A flame-throwing reliever for the Dodgers whose career became defined by two fateful pitches in the 1985 postseason.
Tom Niedenfuer stood tall on the mound, a right-handed power pitcher whose fastball made him a crucial late-inning weapon for the Los Angeles Dodgers throughout the 1980s. For over six seasons, he was a pillar of the bullpen, helping the team to a World Series championship in 1981 and earning the trust of manager Tommy Lasorda in high-leverage situations. His physical tools were undeniable. Yet, his legacy is inextricably tied to a single, devastating playoff series in 1985. In the National League Championship Series against the St. Louis Cardinals, with the Dodgers on the brink of the World Series, he surrendered two iconic, series-swinging home runs to Ozzie Smith and Jack Clark. Those moments, replayed endlessly, overshadowed a solid decade-long career that saw him pitch effectively for several other clubs. Niedenfuer's story is a stark reminder of baseball's razor-thin margin between hero and heartbreak.
1946–1964
The largest generation in history at the time. Shaped by postwar prosperity, the Vietnam War, the sexual revolution, and Watergate. They questioned every institution their parents built — then ran them.

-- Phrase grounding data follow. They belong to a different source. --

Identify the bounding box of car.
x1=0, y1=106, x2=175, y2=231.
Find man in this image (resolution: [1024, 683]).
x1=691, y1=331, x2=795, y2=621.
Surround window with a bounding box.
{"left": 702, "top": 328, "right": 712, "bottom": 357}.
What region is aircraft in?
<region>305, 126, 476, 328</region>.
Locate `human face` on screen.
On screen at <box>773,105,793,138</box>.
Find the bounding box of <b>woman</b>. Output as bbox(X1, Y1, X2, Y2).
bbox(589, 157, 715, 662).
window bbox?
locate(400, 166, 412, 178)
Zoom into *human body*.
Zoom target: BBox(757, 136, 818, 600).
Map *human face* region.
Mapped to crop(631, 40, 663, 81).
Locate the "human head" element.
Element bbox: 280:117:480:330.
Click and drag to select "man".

Tom was born in 1959, placing them squarely in the Baby Boomers. The events that shaped this generation — postwar prosperity, civil rights, Vietnam, and the counterculture — shaped the world they entered and the choices available to them.
The biggest hits of 1959
#1 Movie
Ben-Hur
Best Picture
Ben-Hur
#1 TV Show
Gunsmoke
The world at every milestone
Fidel Castro takes power in Cuba
Civil Rights Act signed; Beatles arrive in America
Watergate break-in; last Apollo Moon mission
Fall of Saigon ends the Vietnam War
Star Wars premieres; Elvis dies
John Lennon shot and killed in New York
Berlin Wall falls; Tiananmen Square protests
Columbine shooting; Y2K panic builds
Michael Jackson dies; Bitcoin created
First image of a black hole; Hong Kong protests
He was drafted by the Dodgers in the 2nd round of the 1979 amateur draft.
The home run he gave up to Ozzie Smith in Game 5 of the 1985 NLCS was the first ever postseason home run hit by the Hall of Fame shortstop.
He was traded from the Dodgers to the Baltimore Orioles in May 1986 for pitcher John Habyan.
He attended Washington State University before being drafted.
“In relief, your job is simple: get the next out, no matter the situation.”